Why certainly one can be
A beautiful soul
If in her days
She is not required
To kill game
Or slash throats
Survival Pact
Carrie in her sleek business suit looks out the window of our 18th floor offices this afternoon.
"It's such a beautiful day," she says. "It's sad that people in the world are killing each other."
On a Friday like this, we wander away from software-speak and into the thought of surviving after a nuclear holocaust. I suddenly realize that people like my twin sister, Naomi, who is very strong at heart though unable to get a full-time job, would fare well.
"She has good instincts," I say, pondering on her fierceness. Naomi used to be a home health aid, and once when she was assigned to care for a rich, lonely woman named Mrs. Pace.
Mrs. Pace lives near Colony Surf Hotel and Michel's Restaurant. She was the president of a travel agency and had a reputation for being ruthless with her employees.
So on the day my sister arrived at Mrs. Pace's condo, Mrs. Pace yells, "Where the hell were you?" to which my sister begins to explain that her company told her to arrive at 8 a.m., which was an hour later than the time Mrs. Pace had expected. But Mrs. Pace cuts into her explanation and sees a muffin in Naomi's hand, "Put that away! I don't want any of my girls eating when they are with me!" So Naomi obliges and continues to endure a string of condescending remarks from this woman.
Mrs. Pace instructs Naomi to get her car so they can go shopping. When Naomi arrives with her car, Mrs. Pace settles in the passenger seat then again yells, "Where the hell were you?"
Now Naomi is indignant. And her quiet demeanor is transformed into a tsunami, with her voice showering the place with great force.
"You know Mrs. Pace? Get out of my car, get back in your house and find somebody else to do this for you! I don't appreciate how you treat me, and I don't need your money!"
Mrs. Pace gets out of the car then sneers, "You act like you have a brain in your head."
"You know," Naomi replies, "you'd be a lot happier if you started treating people like human beings."
"Oh, shut up!"
"Oh, you shut up!"
Naomi reported Mrs. Pace to her employer. "If you allow your employees to be treated this way," she says, "the morale of your company is going to go down." Mrs. Pace was dropped as a client.
Naomi doesn't have a whole lot of skills that fit a traditional workplace. There are gems here and there that can't seem to patch together and make her desirable enough for any one company to give her a salary, health insurance and a 401K plan. But, come a nuclear holocaust, I do want her around.
Carrie tells me that in a holocaust situation, people who know how to make a turbine will have the most power in the new social structure. We sort of joked about a "Survivor Pact," where we'd have a plan of who would be in the group and where to meet if our world suddenly turned upside down.
Then I began to think about my value in such a setting. Interestingly enough, I don't think my role would be very different than what it is now.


WORK TASK: Copy all entries without alteration and skip the pictures they hold.

ENTRIES SUPPLIED section start

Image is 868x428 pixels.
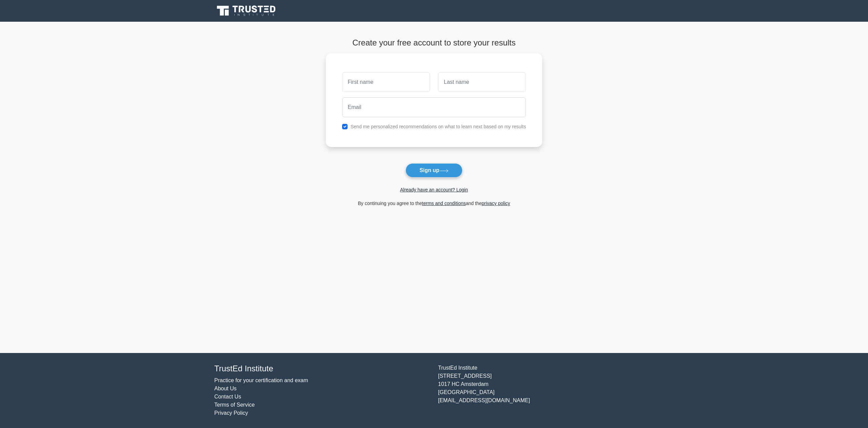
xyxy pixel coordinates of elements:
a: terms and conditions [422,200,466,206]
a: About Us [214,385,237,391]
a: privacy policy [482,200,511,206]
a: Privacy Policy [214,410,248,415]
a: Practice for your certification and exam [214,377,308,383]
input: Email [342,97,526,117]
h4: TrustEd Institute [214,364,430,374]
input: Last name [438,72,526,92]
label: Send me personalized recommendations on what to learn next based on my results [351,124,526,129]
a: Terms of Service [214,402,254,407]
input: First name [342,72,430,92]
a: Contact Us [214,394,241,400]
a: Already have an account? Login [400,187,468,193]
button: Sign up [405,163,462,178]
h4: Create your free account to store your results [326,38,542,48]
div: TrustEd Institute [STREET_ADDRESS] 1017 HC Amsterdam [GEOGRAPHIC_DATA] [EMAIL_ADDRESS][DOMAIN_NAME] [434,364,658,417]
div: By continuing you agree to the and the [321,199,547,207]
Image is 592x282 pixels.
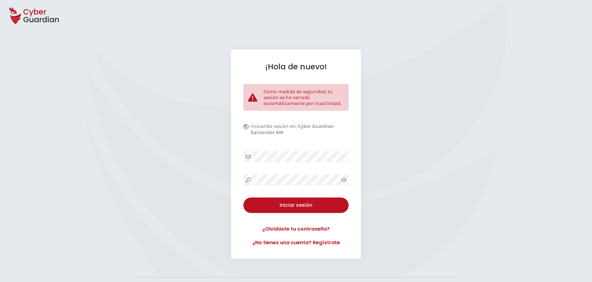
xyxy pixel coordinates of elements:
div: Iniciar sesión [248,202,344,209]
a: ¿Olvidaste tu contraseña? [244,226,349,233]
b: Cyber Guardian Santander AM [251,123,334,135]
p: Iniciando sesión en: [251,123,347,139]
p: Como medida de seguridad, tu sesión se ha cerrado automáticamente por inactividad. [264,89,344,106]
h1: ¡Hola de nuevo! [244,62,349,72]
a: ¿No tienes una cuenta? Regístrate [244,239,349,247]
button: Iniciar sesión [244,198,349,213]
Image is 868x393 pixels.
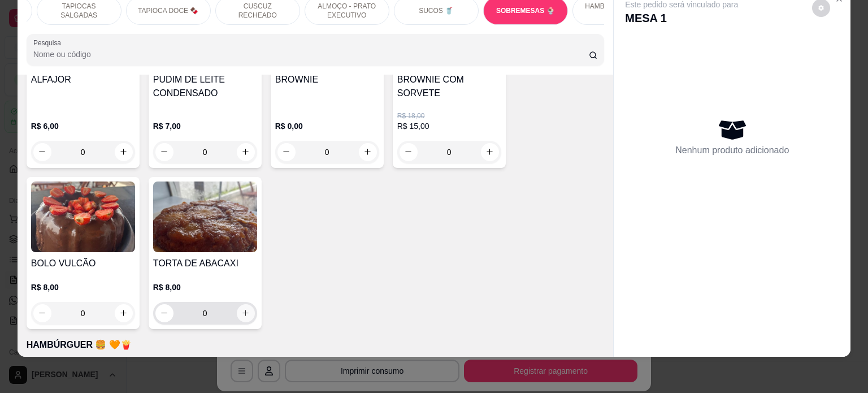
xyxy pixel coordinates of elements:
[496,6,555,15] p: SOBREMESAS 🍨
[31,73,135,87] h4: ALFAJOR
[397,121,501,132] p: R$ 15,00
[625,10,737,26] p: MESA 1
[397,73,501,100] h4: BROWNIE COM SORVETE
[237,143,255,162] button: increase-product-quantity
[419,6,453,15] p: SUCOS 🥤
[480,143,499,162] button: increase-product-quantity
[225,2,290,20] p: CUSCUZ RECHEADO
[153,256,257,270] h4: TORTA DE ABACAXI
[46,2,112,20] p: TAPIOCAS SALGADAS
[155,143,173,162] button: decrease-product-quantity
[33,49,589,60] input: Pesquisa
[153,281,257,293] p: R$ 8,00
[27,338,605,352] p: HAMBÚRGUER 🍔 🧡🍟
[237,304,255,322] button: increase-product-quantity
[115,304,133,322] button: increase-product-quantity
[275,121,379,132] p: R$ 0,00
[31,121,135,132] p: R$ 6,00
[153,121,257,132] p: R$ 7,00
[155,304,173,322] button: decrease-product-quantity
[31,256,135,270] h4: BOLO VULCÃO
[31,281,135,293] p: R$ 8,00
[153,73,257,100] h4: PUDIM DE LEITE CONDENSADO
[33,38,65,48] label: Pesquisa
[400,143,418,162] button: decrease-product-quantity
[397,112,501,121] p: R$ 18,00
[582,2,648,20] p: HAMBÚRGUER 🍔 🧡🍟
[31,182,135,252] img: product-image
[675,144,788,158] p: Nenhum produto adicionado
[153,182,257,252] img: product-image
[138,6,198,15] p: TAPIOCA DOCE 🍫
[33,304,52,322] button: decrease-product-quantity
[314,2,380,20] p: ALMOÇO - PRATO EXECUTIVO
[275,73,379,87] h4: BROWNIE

ENTRIES SUPPLIED section end

EXPECTED ANSWER:
Image is 868x428 pixels.
xyxy pixel coordinates of elements:
a: terms and conditions [422,200,466,206]
a: About Us [214,385,237,391]
a: privacy policy [482,200,511,206]
a: Privacy Policy [214,410,248,415]
a: Practice for your certification and exam [214,377,308,383]
input: Email [342,97,526,117]
h4: TrustEd Institute [214,364,430,374]
input: Last name [438,72,526,92]
label: Send me personalized recommendations on what to learn next based on my results [351,124,526,129]
a: Terms of Service [214,402,254,407]
input: First name [342,72,430,92]
a: Contact Us [214,394,241,400]
a: Already have an account? Login [400,187,468,193]
button: Sign up [405,163,462,178]
h4: Create your free account to store your results [326,38,542,48]
div: TrustEd Institute [STREET_ADDRESS] 1017 HC Amsterdam [GEOGRAPHIC_DATA] [EMAIL_ADDRESS][DOMAIN_NAME] [434,364,658,417]
div: By continuing you agree to the and the [321,199,547,207]
Image is 592x282 pixels.
xyxy pixel coordinates of elements:
div: Iniciar sesión [248,202,344,209]
a: ¿Olvidaste tu contraseña? [244,226,349,233]
b: Cyber Guardian Santander AM [251,123,334,135]
p: Iniciando sesión en: [251,123,347,139]
p: Como medida de seguridad, tu sesión se ha cerrado automáticamente por inactividad. [264,89,344,106]
h1: ¡Hola de nuevo! [244,62,349,72]
a: ¿No tienes una cuenta? Regístrate [244,239,349,247]
button: Iniciar sesión [244,198,349,213]
Image is 868x393 pixels.
xyxy pixel coordinates of elements:
[496,6,555,15] p: SOBREMESAS 🍨
[31,73,135,87] h4: ALFAJOR
[397,121,501,132] p: R$ 15,00
[625,10,737,26] p: MESA 1
[397,73,501,100] h4: BROWNIE COM SORVETE
[237,143,255,162] button: increase-product-quantity
[419,6,453,15] p: SUCOS 🥤
[480,143,499,162] button: increase-product-quantity
[225,2,290,20] p: CUSCUZ RECHEADO
[153,256,257,270] h4: TORTA DE ABACAXI
[46,2,112,20] p: TAPIOCAS SALGADAS
[155,143,173,162] button: decrease-product-quantity
[33,49,589,60] input: Pesquisa
[153,281,257,293] p: R$ 8,00
[27,338,605,352] p: HAMBÚRGUER 🍔 🧡🍟
[237,304,255,322] button: increase-product-quantity
[115,304,133,322] button: increase-product-quantity
[275,121,379,132] p: R$ 0,00
[31,121,135,132] p: R$ 6,00
[153,121,257,132] p: R$ 7,00
[155,304,173,322] button: decrease-product-quantity
[31,256,135,270] h4: BOLO VULCÃO
[31,281,135,293] p: R$ 8,00
[153,73,257,100] h4: PUDIM DE LEITE CONDENSADO
[33,38,65,48] label: Pesquisa
[400,143,418,162] button: decrease-product-quantity
[397,112,501,121] p: R$ 18,00
[582,2,648,20] p: HAMBÚRGUER 🍔 🧡🍟
[31,182,135,252] img: product-image
[675,144,788,158] p: Nenhum produto adicionado
[153,182,257,252] img: product-image
[138,6,198,15] p: TAPIOCA DOCE 🍫
[33,304,52,322] button: decrease-product-quantity
[314,2,380,20] p: ALMOÇO - PRATO EXECUTIVO
[275,73,379,87] h4: BROWNIE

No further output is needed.